Shady companies have long given unscrupulous scientists the opportunity to buy authorship of papers—a form of academic fraud. But according to a draft paper posted online today and scheduled to appear in the International Journal for Educational Integrity, these outfits have now diversified into selling intellectual property rights, too.

Over the past 2 years, these firms have registered thousands of bizarre designs for medical equipment and other devices with the U.K.’s Intellectual Property Office (IPO), listing scientists as the owners of the designs for a fee. The companies target researchers in countries including India and Pakistan, where universities reward researchers who patent inventions with career advancement and sometimes bonuses.

The finding is “bonkers” says Emily Hudson, an intellectual property academic at the University of Oxford who was not involved with the research. The practice exploits ignorance about intellectual property systems, she says: The U.K., like many countries, allows artists and others to protect their designs relatively cheaply and easily, without the arduous and expensive process of obtaining a formal patent. It is these design registrations, not patents, that companies are selling.

Northwestern University metascientist Reese Richardson and his colleagues made the discovery while monitoring social media channels used by paper mills to advertise fraudulent academic products for sale, including journal publications, student essays, and theses. About 2 years ago, the team started noticing adverts for a new kind of product: so-called U.K. design patents, with “inventorship” slots being sold for 2000 to 30,000 Indian rupees ($23 to $398). The adverts emphasize that a “patent filing” can give researchers a boost in the ranking systems used in India.

The researchers matched up more than 20 of these adverts with design registrations filed with the U.K. IPO. The two companies responsible for these registrations had filed almost 2000 more, the team found: mostly “childish” designs, Richardson says, with images often cribbed from repositories of 3D drawings, and titles invoking buzzwords such as “AI-powered” or “machine learning.”

The often absurd designs included everything from agricultural machinery to electrical equipment, but medical devices were the most common. One design, for instance, shows a shoe with what appears to be a camera and USB ports around the sole, titled “Smart shoe for visually impaired.” Another is titled “Designing an Artificial Intelligence Powered Skin Cancer Inspection Device with Design Thinking” and is a 3D drawing of a Glock pistol with the addition of a small screen and USB ports. “I was hooting and hollering when I saw that one,” Richardson says.

By further scouring the database of design registrations, the researchers identified an additional six suspicious companies. These firms were relatively new, with a limited web presence, and filed designs with flowery titles and high numbers of applicants. Together, these companies have registered more than 3000 designs in the past 2 years, representing 3.3% of all designs registered in the U.K. in that period.

The discovery “blew my mind when I heard about it,” says Sarah Fackrell, an intellectual property law researcher at the Chicago-Kent College of Law who contributed legal expertise to the paper: “Getting IP rights in order to commit academic fraud or misconduct is new to me.”

Almost all the owners listed on the registrations found by the researchers were academics or universities in India.

Indian universities allocate points to employees for products such as journal papers and patents, and employees must reach a minimum number of points in order to pass annual reviews, says Achal Agarwal, the founder of the research integrity organization India Research Watch. A ministry body that regulates and funds universities suggests researchers should get more points for international than local patents, although institutions differ in how closely they follow these recommendations, Agarwal says. But design registrations are not equivalent to patents, Fackrell notes, and the scheme uncovered in the new paper would not work if universities properly discriminated between the two.

The companies found by Richardson and his colleagues may be serving academics in India, but similar exploitation happens elsewhere, says Anna Abalkina, a paper mill researcher at the Free University of Berlin who was not involved in the research. Russian universities similarly incentivize patents, along with journal papers and other products, and companies advertise patent inventorship on social media—including the Russian equivalent of Craigslist, she says.

The exploitation is concerning for a few reasons, Fackrell says: Flooding the register with “garbage” could make it more difficult for good-faith applicants to check whether their design is new, and could raise questions about the legitimacy of the IP system.

But this doesn’t necessarily mean the U.K. IPO should make it more onerous or expensive to register designs, Hudson says. That could hurt legitimate designers—the lack of oversight in the system “is a feature, not a bug,” Hudson adds.

In an email to Science, a spokesperson for the U.K. IPO said designs, like other intellectual property, can legitimately be bought and sold, and that “it would not be appropriate for the IPO to comment on arrangements in other jurisdictions relating to academic recognition.”

Indian institutions could help reduce the incentives for IP fraud by assessing researchers on the quality, not quantity, of their output, Agarwal says. The corruption is harming India’s reputation, he adds. “The only way this reputation can be improved is by calling it out … and India taking action.”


* What to work on:
Exactly how many lines in this data contain the word "text"? Only the number should be given.
»»
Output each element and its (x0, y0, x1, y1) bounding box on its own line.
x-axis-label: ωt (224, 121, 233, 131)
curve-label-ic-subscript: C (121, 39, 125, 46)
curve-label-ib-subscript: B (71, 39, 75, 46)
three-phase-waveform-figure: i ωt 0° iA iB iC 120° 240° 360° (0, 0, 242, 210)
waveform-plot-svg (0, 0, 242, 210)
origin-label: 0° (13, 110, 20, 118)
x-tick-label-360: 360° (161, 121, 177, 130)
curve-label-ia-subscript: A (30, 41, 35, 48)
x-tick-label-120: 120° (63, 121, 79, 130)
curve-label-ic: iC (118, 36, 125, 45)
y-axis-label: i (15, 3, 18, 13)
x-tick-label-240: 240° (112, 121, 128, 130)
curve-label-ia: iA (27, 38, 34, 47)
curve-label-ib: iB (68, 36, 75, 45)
««
»»
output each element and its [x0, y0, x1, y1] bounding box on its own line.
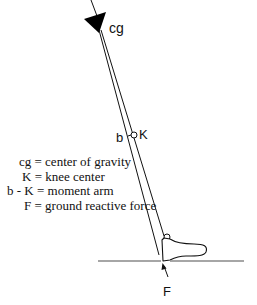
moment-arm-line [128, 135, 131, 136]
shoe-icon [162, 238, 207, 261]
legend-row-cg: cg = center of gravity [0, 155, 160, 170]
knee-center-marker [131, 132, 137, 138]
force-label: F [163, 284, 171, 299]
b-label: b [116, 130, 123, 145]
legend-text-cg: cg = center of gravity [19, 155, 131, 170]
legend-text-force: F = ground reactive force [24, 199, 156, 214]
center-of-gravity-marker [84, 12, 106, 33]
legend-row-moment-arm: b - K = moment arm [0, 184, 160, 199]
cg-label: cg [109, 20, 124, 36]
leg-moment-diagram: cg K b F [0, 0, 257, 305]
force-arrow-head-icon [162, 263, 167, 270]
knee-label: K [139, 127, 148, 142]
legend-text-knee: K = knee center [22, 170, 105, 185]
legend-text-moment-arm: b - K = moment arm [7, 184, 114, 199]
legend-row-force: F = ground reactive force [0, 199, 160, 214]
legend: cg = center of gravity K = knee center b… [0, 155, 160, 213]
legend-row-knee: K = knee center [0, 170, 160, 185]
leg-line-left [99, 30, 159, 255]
««
* Response area:
4